A few months after that New Year's Day, Inocencia quit
working for us. She was replaced by a thin, wiry woman named
Caridad, or Charity, who was angry and a thief. My parents
would eventually fire her for stealing. She loved Fidel,
and she listened to the radio in the kitchen all day long.
It was the only Cuban music I ever heard. My father, the
former Louis XVI, would not allow anything but classical
music to be played in the main part of the house. He remembered
meeting some of the composers whose music he played, and
he pined for those concerts at Versailles. Cuban music was
restricted to the kitchen and the maid's room.
Caridad loved to taunt me when my parents weren't around.
"Pretty soon you're going to lose all this." "Pretty
soon you'll be sweeping my floor." "Pretty soon
I'll be seeing you at your fancy beach club, and you'll
be cleaning out the trash cans while I swim." With
menacing smirks, she threatened that if I ever told my parents
about her taunts, she would put a curse on me.
"I know all sorts of curses. Changó listens
to me; I offer him the best cigars, and plenty of firewater.
I'll hex you and your whole family. Changó and I
will set a whole army of devils upon you."
My father had warned me about the evil powers of Changó
and the African gods. He spoke to me of men struck dead
in the prime of life, of housewives driven mad with love
for their gardeners, of children horribly disfigured. So
I kept quiet. But I think she put a curse on me anyway,
and on my whole family, for not allowing her to steal and
taunt until that day, "pretty soon," when she
could take over the house. Her devils swooped down on all
of us, with the same speed as the rebels that swept across
the whole island on that day.
The lizards remained oblivious to the news that day, as
always. Contrary to what my brother Tony liked to say as
he administered shock treatments to them, the lizards were
not deluded in the least. They knew exactly what they were
and always would be. Nothing had changed for them. Nothing
would ever change. The world already belonged to them whole,
free of vice and virtue. They scurried up and down the walls
of the patio, and along its brightly colored floor tiles.
They lounged on tree branches, sunned themselves on rocks.
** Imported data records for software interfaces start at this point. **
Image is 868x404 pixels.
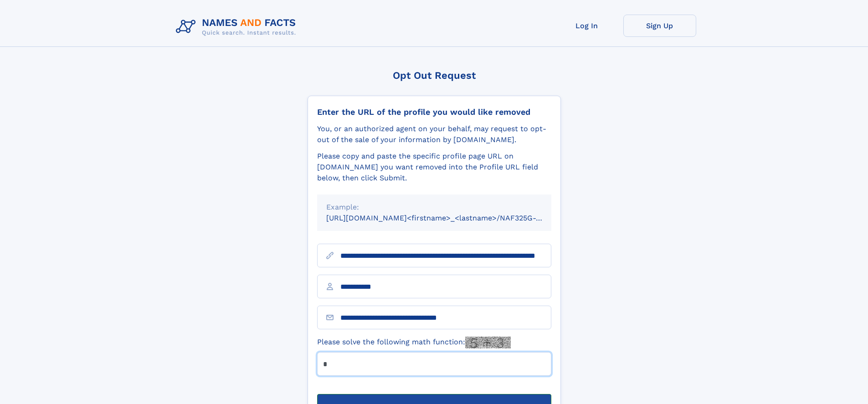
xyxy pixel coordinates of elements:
[317,151,551,183] div: Please copy and paste the specific profile page URL on [DOMAIN_NAME] you want removed into the Pr...
[326,214,569,222] small: [URL][DOMAIN_NAME]<firstname>_<lastname>/NAF325G-xxxxxxxx
[317,337,511,348] label: Please solve the following math function:
[550,15,623,37] a: Log In
[326,201,542,213] div: Example:
[308,70,561,81] div: Opt Out Request
[623,15,696,37] a: Sign Up
[317,123,551,145] div: You, or an authorized agent on your behalf, may request to opt-out of the sale of your informatio...
[172,15,303,39] img: Logo Names and Facts
[317,107,551,117] div: Enter the URL of the profile you would like removed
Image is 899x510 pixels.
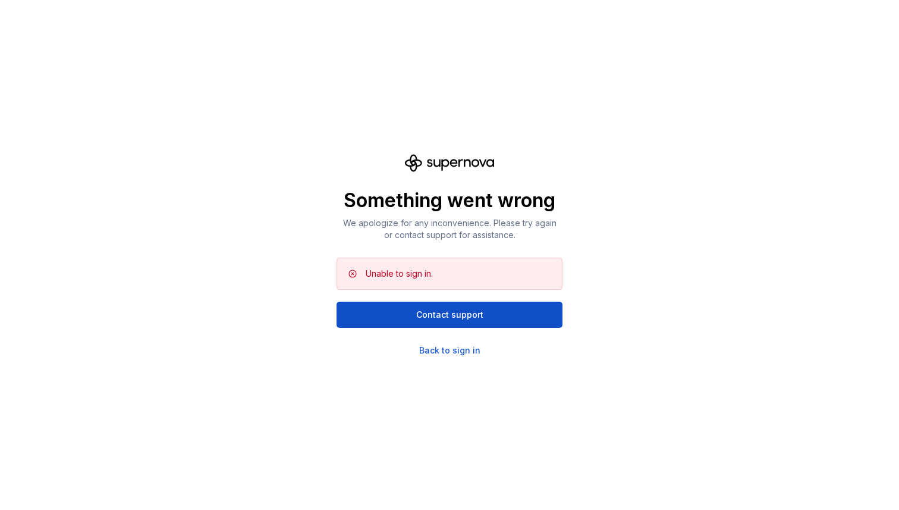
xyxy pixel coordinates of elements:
span: Contact support [416,309,484,321]
div: Unable to sign in. [366,268,433,280]
a: Back to sign in [419,344,481,356]
p: Something went wrong [337,189,563,212]
button: Contact support [337,302,563,328]
p: We apologize for any inconvenience. Please try again or contact support for assistance. [337,217,563,241]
They clung to the ceilings inside our house, waiting for
bugs to eat. They never fell in love, or sinned, or suffered
broken hearts. They knew nothing of betrayal or humiliation.
They needed no revolutions. Dreaming of guillotines was
unnecessary for them, and impossible. They feared neither
death nor torture at the hands of children. They worried
not about curses, or proof of God's existence, or nakedness.
Their limbs looked an awful lot like our own, in the same
way that eggplants resembled breasts. Lizards were ugly,
to be sure -- or so I thought back then. They made me question
the goodness of creation.
I could never kiss a lizard, I thought. Never.
Perhaps I envied them. Their place on earth was more secure
than ours. We would lose our place, lose our world. They
are still basking in the sun. Same way. Day in, day out.